Can BPM encode knowledge?

There are BPM proponents who say that using structured process should be seen as experience encoded into process flowcharts during analysis. I disagree, because a procedure that may have worked in the past is not goal oriented. Experience is actionable knowledge gained by an individual and is not something one can copy. Applying experience happens by people at each singular activity towards the goal. The legal requirement to document a process refers to the actual instance/enactment, but does not mean all processes have to be the same and follow the same outdated, encoded knowledge.

Can we be sure? Yes. The higher you go in the management hierarchy, the less predefined processes you will find, need and be able to work with. Otherwise, why would one need management and executives? What if executives themselves could layout a capability map, create a set of goals, list the data entities that they want information on, link it to the content that describes their strategy, pass the requests to the assigned process owners, who then assign activities to the experts and everyone can watch it happening in real-time and make changes as it happens. Now that is a sensible goal for technology and it has been mine for over ten years.

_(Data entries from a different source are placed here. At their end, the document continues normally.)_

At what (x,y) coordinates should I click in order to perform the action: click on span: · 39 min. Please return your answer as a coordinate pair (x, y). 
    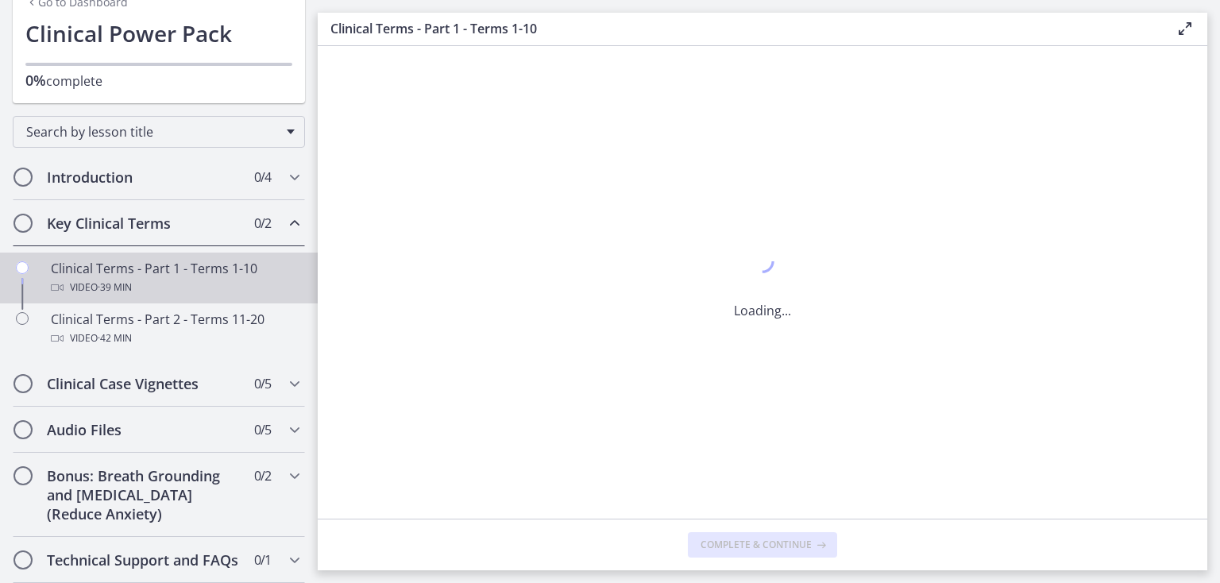
    Looking at the image, I should click on (114, 288).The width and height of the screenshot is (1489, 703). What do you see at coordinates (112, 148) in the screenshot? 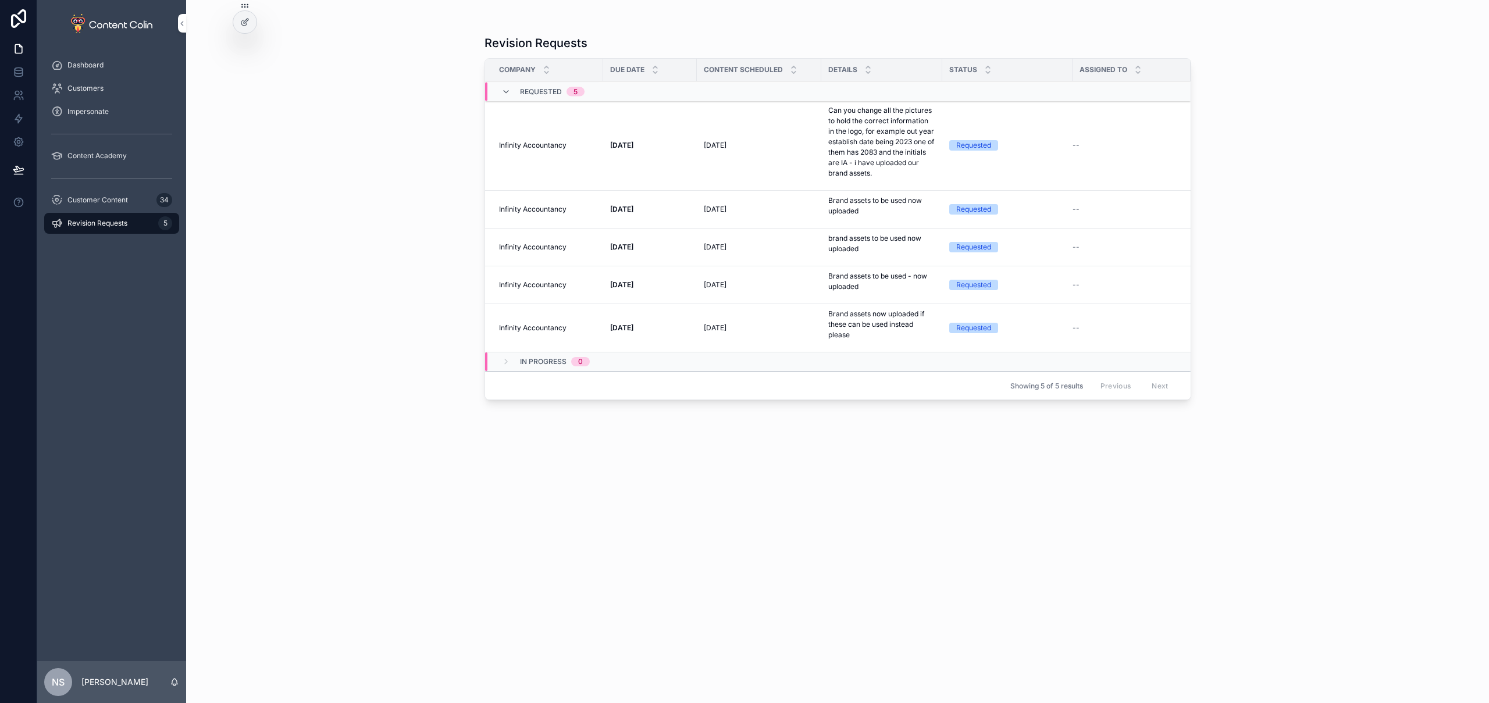
I see `div: scrollable content` at bounding box center [112, 148]. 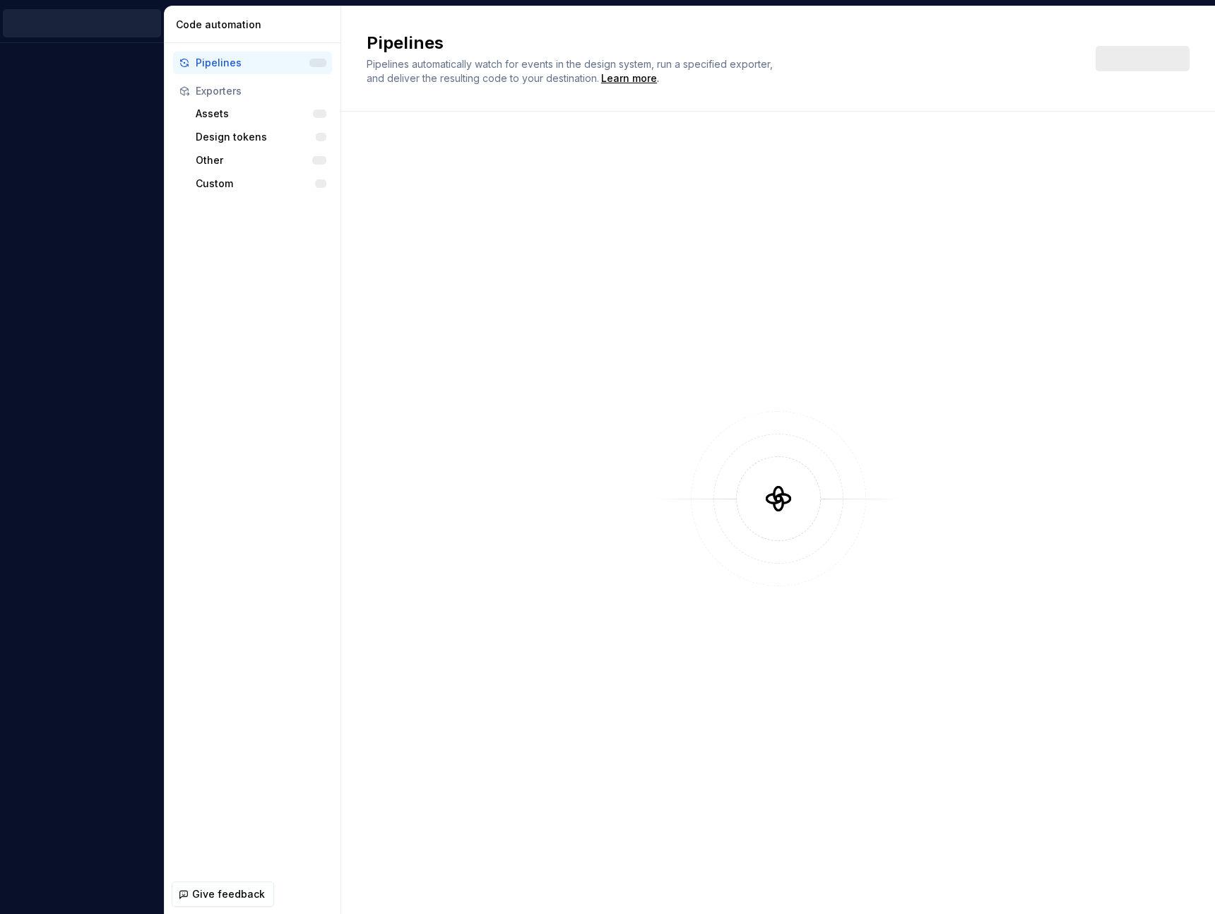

Only businesses who managed to use technology as an innovation enabler are shooting past those that control IT and/or processes by using governance, centers of excellence and best practices. Each day a business does not innovate it falls behind because the economy is a six lane highway and the speed limits are going up each year. If you stop to execute lengthy innovation processes to figure out whether you need to go straight or exit, you will get run over. Missing the right exit will cost you time and money. Businesses take thousands of those decisions each day and the more of these are automated, the less does a business consider direction in relationship to outside conditions. Evolutionary change can’t be encoded into idea -> invention -> innovation processes. Innovation happens every minute between our ears.

I propose that the only way to improve both understanding and decision making is to offer a real-time perspective on what is currently happening. You watch and steer NOW, because the past can’t be undone, no matter how well you might capture it statistically. The future can’t be enforced or predicted regardless of how well the outdated statistics fit under the bell curve. It all comes down to using experience in the light of current knowledge.

While Enterprise 2.0 proposes to empower people in real-time by copying social networking benefits from the Internet, it is very questionable that this might actually work. One cannot force people to share knowledge and experience is even harder to share. Corporate politics also stop people from sharing knowledge willingly regardless whether they can or not. ACM gathers the knowledge from people’s ACTIONS, so knowledge sharing is no longer dependent on the willingness of the owner.

ACM is in difference a navigation system for the economy highway with real-time traffic information. The important element is a change in the DESIGN paradigm that is missed by ‘social’ proponents. It is neither simply socializing during the BPM design phase, nor is it adding social communication/collaboration to a pre-designed process. The social aspect is what we defined in ACM as ‘moving the process creation into the execution.’

“Adaptive process technology exposes structured (business data) and unstructured (content) information to the business actors of structured (business) and unstructured (social) organizations to interactively create, modify and securely execute – with knowledge gathered during execution – structured (process) and unstructured (case) work in a transparent and auditable manner.”

The key of ADAPTIVE is that the actor may get some suggested activity, but he can take another decision (given the authority) and his acting is recorded and he may even be prompted to explain his decision. The gathered knowledge is reusable in the template and available to other actors, but it will never be turned into hardcoded knowledge that replaces human intuition.

CEOs will need to become as  technology savvy as their CIOs and understand the immense power of change potential that IT can create if it is not held back by bureaucracy. Change and innovation is pulled forward by the gravity of the fitness landscape of your organization and it is created by people enabled and empowered by technology.

About Max J. Pucher

I am the founder and Chief Technology Officer of Papyrus Software, a medium size software company offering solutions in communications and process management around the globe. I am also the owner and CEO of MJP Racing, a motorsports company focused on Rallycross or RX, a form of circuit racing on mixed surfaces that has been around for 40 years. I hold 8 national and international championship titles in RX. My team participates in the World Championship along Petter Solberg, Sebastian Loeb and Ken Block.